The next day I feel like I’ve eaten just about everything Sydney has to offer, but there’s more. At the ethereal Quay, located smack in the middle of the harbor on the top floor of the Overseas Passenger Terminal, I take my time ingesting an untidy dish of baby octopus and shrimp soaked in some rich XO sauce and topped ingeniously with dried Spanish ham. An iconic green- and-yellow Sydney ferry named Friendship passes directly underneath, while the millions of tiles that make up the sails of the Opera House glisten in the near distance. Can anything match the view? Yes, a dessert called “the snow egg” that frankly shouldn’t be eaten, because nothing in the rest of your life will ever measure up to it. Suffice it to say it looks like something out of the snowy portion of HBO’s Game of Thrones and it tastes like a brain-freezing, heartwarming explosion of strawberry, guava granita, and custard-apple ice cream.
Dinnertime finds me at Ester, a muscular, arched space of concrete, wood, and brick in the ever-happening suburb of Chippendale, right next to the riches of Surry Hills. Continuing with the XO theme—there’s China and its influence again—I eat a very primal dish of bone marrow in XO; the fish sauce, marrow, and butter forming a heavenly mess of heat and spice, the whole thing looking like a detail in a Brueghel painting. Then there’s a kangaroo tartare in fried-egg sauce, a dish that benefits mightily from an aerial assault of deep-fried capers. As I ingest the air-dried meat of the marsupial’s shinbone, I feel mildly conflicted: just yesterday I was playing with a ’roo, and now I’m eating one. So it goes in swinging Sydney, where you always eat the one you love.

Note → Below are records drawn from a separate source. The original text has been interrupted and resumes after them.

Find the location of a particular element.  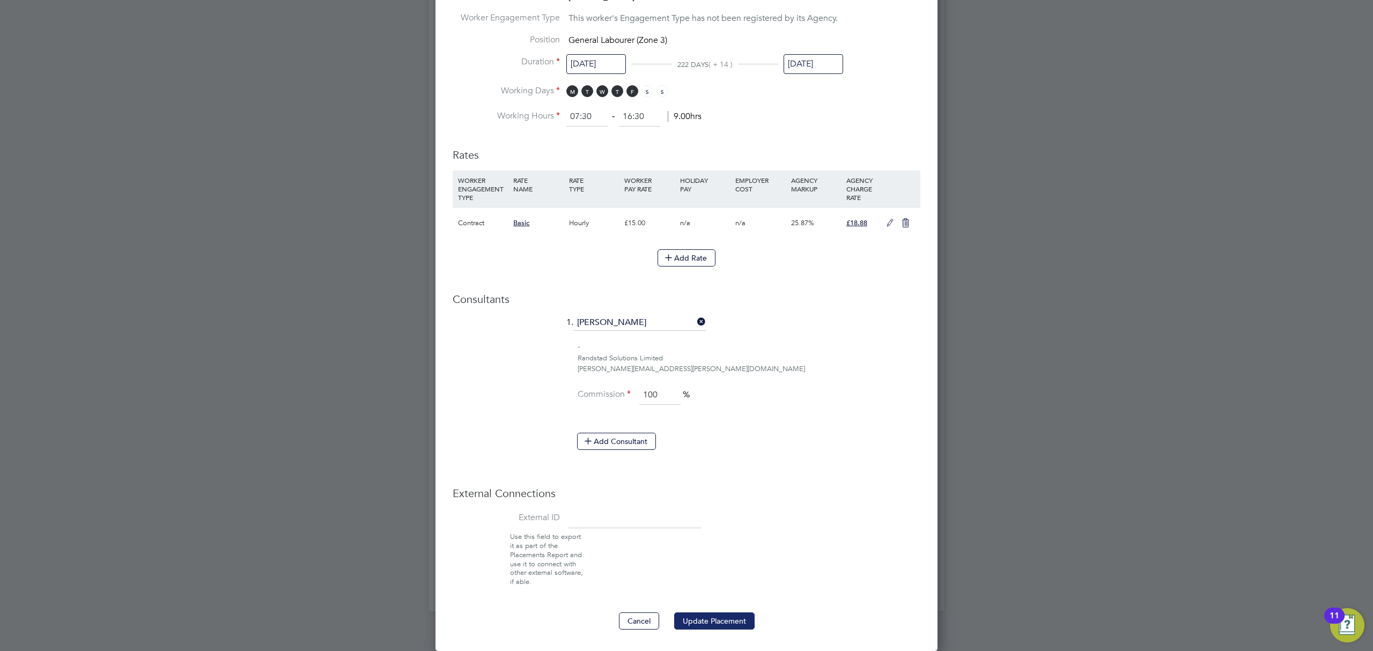

label: Working Days is located at coordinates (506, 91).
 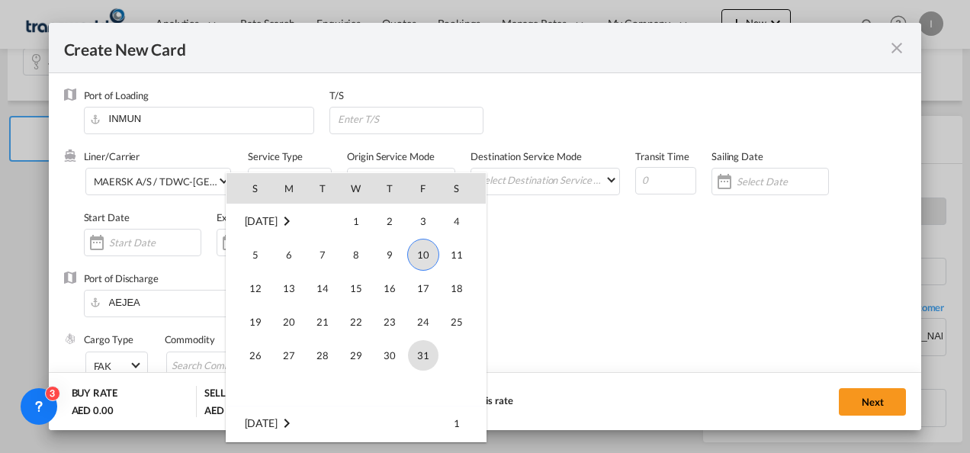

In the midst of all this feasting, I manage to get back into the water. Walking north across the Sydney Harbour Bridge, with the Opera House at my back, brings me right to the North Sydney Olympic Pool. What strikes me most about this almost-80-year-old Art Deco wonder is its democratic nature. On this breezy early evening, it seems that everyone is here, young show-offs in their budgie smugglers—the tight-fitting Speedo-like swimwear unabashedly worn by Tony Abbott in the fashion crime of recent years—grandmas in retro one-pieces, middle-aged perma-tanned Sydneysiders who look like they’ve been carved out of a single thick piece of red hardwood.
I do a mellow breaststroke for the better part of an hour, rewarded with a view of the pylons of the Harbour Bridge every time I surface. Sydney offers unpretentious good living, marsupials warm to the touch and sweet to the taste, and, yes, possibly the most advanced coffee in the world. I hereby resolve to do like the locals. I will wake up and gorge on my monster brekkie by the ungodly hour of eight in the morning. Life this good simply cannot wait.
Four Seasons Hotel Overlooks Sydney Harbour. 199 George St., CBD. $$$
InterContinental Historic hotel near the Sydney Opera House. 177 Macquarie St., CBD. $$
Park Hyatt A complete overhaul in 2012 updated this 155-room property. 7 Hickson Rd., The Rocks. $$$$
Bentley 27 O’Connell St., CBD. $$$
Bills 433 Liverpool St., Darlinghurst. $$
Bodega 216 Commonwealth St., Surry Hills. $$
Bulletin Place Level 1, 10-14 Bulletin Place, CBD.
Ester 46-52 Meagher Court, Chippendale. $$$
Frankie’s Pizza 50 Hunter St., CBD. $
Izakaya Fujiyama Shop G09, 38-52 Waterloo St., Surry Hills. $$$
121 BC 4/50 Holt St., Surry Hills. $$
Porteño 358 Cleveland St., Surry Hills. $$$
Quay Upper Level, Overseas Passenger Terminal, 5 Hickson Rd., The Rocks. $$$$
Rockpool Bar & Grill 66 Hunter St., CBD. $$$
Single Origin Roasters 60-64 Reservoir St., Surry Hills.
Bondi Icebergs 1 Notts Ave., Bondi Beach.
Featherdale Wildlife Park 217-229 Kildare Rd., Doonside.
Hotels
$ Less than $200
$$ $200 to $350
$$$ $350 to $500
$$$$ $500 to $1,000
$$$$$ More than $1,000
Restaurants
$ Less than $25
$$ $25 to $75
$$$ $75 to $150
$$$$ More than $150
T+L contributing editor Gary Shteyngart is the author of Absurdistan, among other books. His latest, Little Failure: A Memoir (Random House), is out now.